PhD Alum Danielle Pollock Pursues Her Love of Libraries, Research and Teaching
When Danielle Pollock was an undergraduate, she and a friend devised a plan to open an independent bookstore someday. The rise of online shopping and e-books stymied their dreams, but actually led to some of the research work that the UT PhD alum does today.
“I always knew I was interested in libraries – not just that I liked books, but I liked doing research. When I was looking at potential master’s, I knew that if there was one thing I wanted to do for the rest of my life, librarianship would be that,” she said.
After earning her undergraduate degree in English from the University of Houston, Pollock went on to get a master’s degree in library science from the University of Missouri. She had helped build the library at the Missouri Department of Transportation prior to earning her MLIS, as a graduate research assistant.
“I had the very rare position of having my graduate research assistantship become my full-time position,” she said.
Her first position in a library, before earning her master’s, was working for the children’s department in a branch of the Houston Public Library. After getting her master’s, she became a technical librarian at the Sandia National Laboratories in Albuquerque, New Mexico, which was a uniquely different experience than her previous library positions and allowed her to pursue the research she was interested in conducting.
“I had a lot of ideas for research, and one of the projects I was working on was uses of e-readers and tablets…I wanted to continue exploring things in the area of looking at communities of scientists and researchers, and their information behaviors that change, and don’t change,” she said.
It was during that research that Pollock decided she wanted to pursue a higher degree.
“I was familiar with the UT program and I decided it was the right one for me, specifically because they do a lot of work with ORNL [Oak Ridge National Laboratories],” she said.
She worked with Chancellor’s Professors Carol Tenopir and Suzie Allard on the DataOne project during her time as a PhD candidate, and has continued the work she started on her dissertation. That researched information adoption in healthcare, such as the changes that innovation brought about in the healthcare environment and communication behaviors. For example, an app that allowed physicians to communicate via secure text messages to each other – which brought about concerns of the physicians’ privacy when it was installed on a private phone.
After she graduated with her doctoral degree, Pollock became an assistant professor at Simmons University in Boston, where she teaches information to technology classes, metadata, and intersectionality and information technology. She said she loves teaching and that she is able to continue the research she started, which has involved into interdisciplinary communication and cooperation between scientists.
“I’m going to start [a project] looking at first-generation college students who go on to pursue research careers and how those particular innovative individuals experience the process of and seek information on choosing a graduate program and then choosing their first careers in a research-intensive field,” she said.
As for her experience at UT, Pollock said she was given a lot of support and opportunity. She was able to collaborate with researchers whose work she’d been reading for years, and she was exposed to working with people in other disciplines.
“I will not kid anybody, it is quite a bit of work, though it’s a very unique experience and I have been able to do a lot of exciting things,” she said.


_Exercise goal_
From the line containing "Find the location" through the end of the material below, output each line exactly as written, with pictures excluded.
◇ ◇ ◇
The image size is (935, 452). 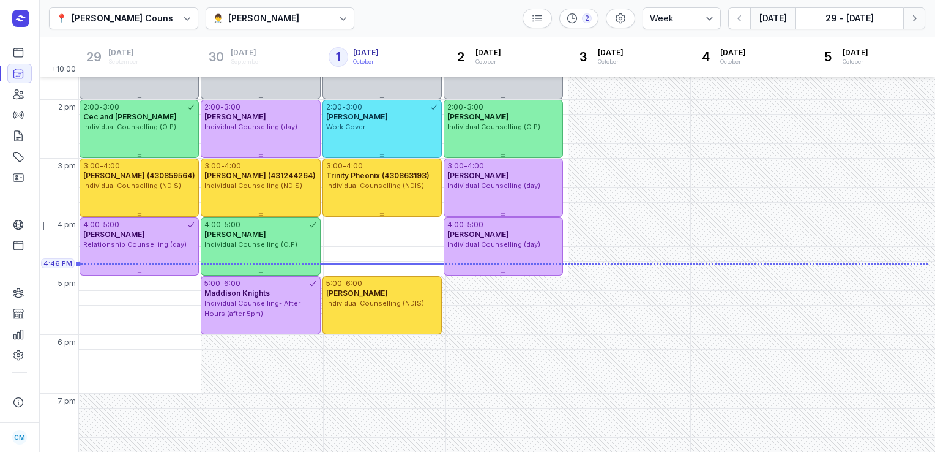 What do you see at coordinates (67, 107) in the screenshot?
I see `span: 2 pm` at bounding box center [67, 107].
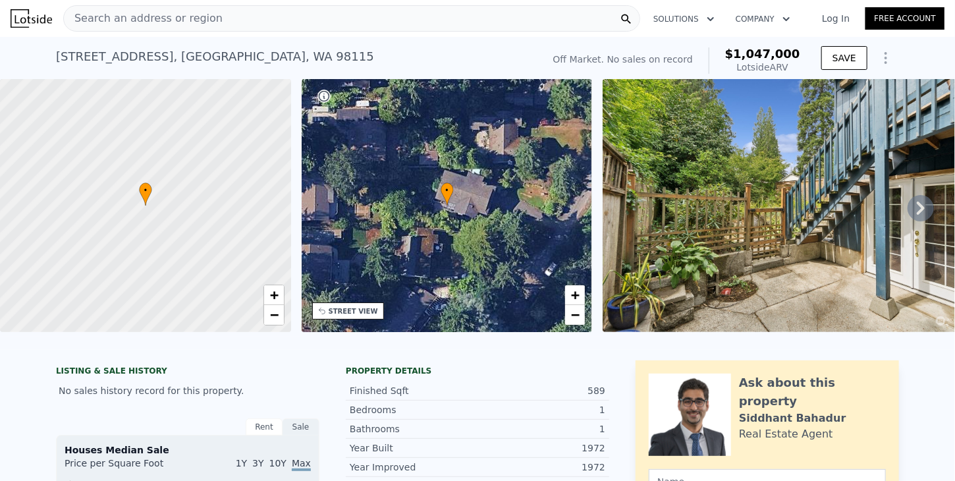 The width and height of the screenshot is (955, 481). Describe the element at coordinates (241, 463) in the screenshot. I see `span: 1Y` at that location.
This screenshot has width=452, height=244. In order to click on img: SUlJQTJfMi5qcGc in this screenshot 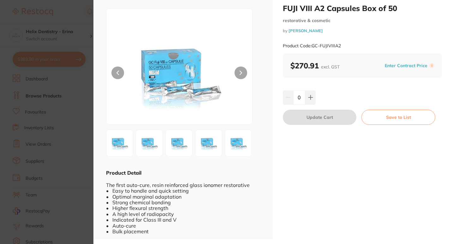, I will do `click(149, 143)`.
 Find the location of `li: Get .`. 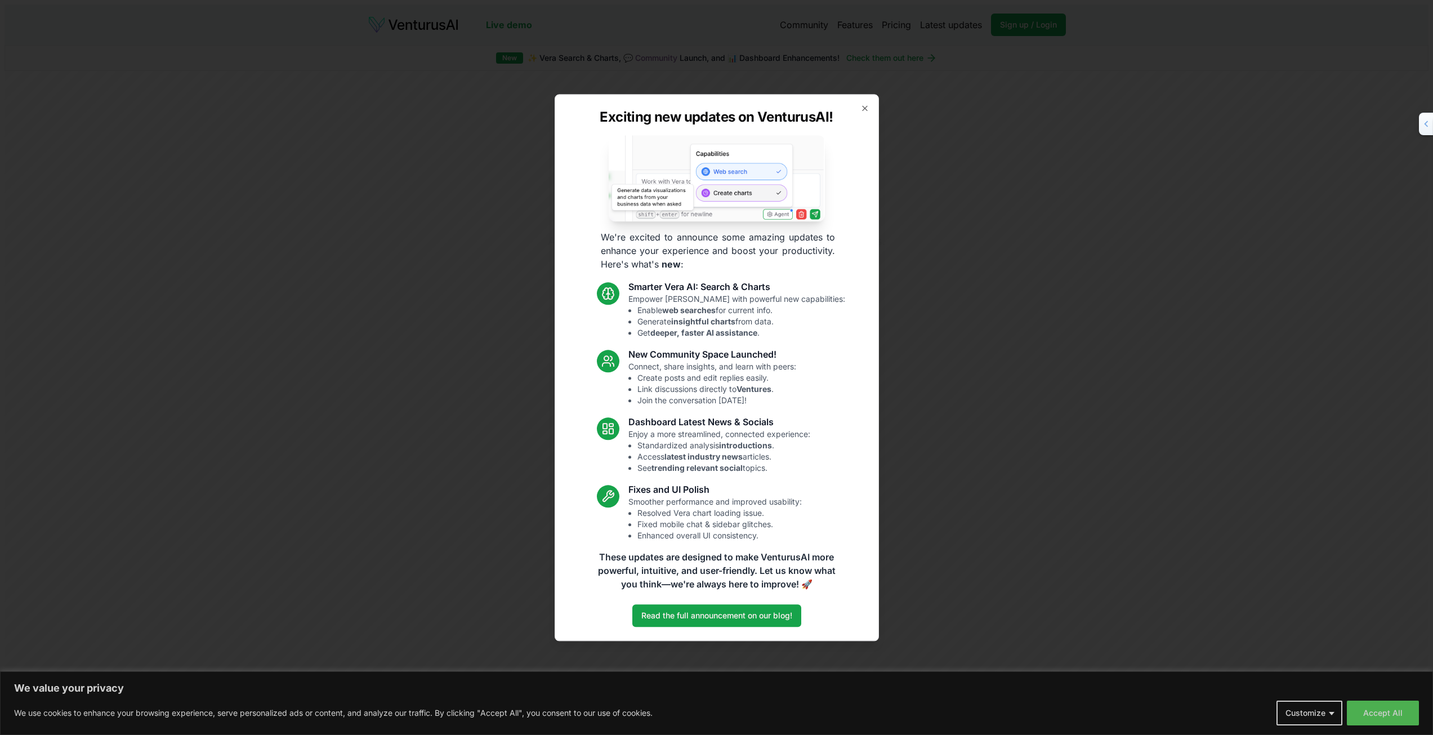

li: Get . is located at coordinates (741, 333).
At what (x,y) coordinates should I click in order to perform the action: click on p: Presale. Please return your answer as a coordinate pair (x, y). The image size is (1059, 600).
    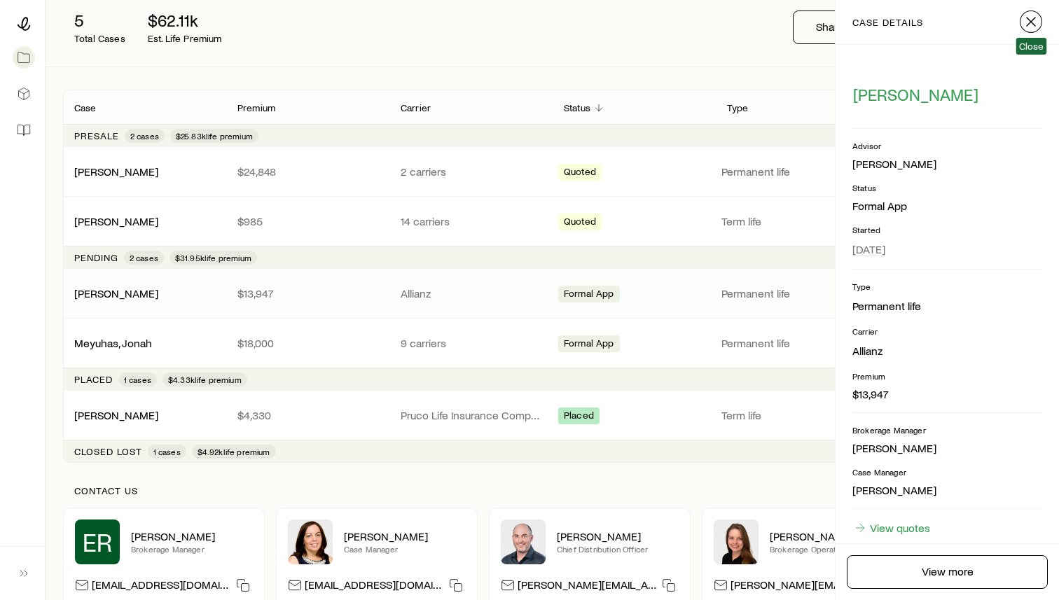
◇ ◇ ◇
_Finished task_
 Find the location of `li: Get .`. 

li: Get . is located at coordinates (741, 333).
At what (x,y) coordinates should I click in order to perform the action: click on p: Presale. Please return your answer as a coordinate pair (x, y). The image size is (1059, 600).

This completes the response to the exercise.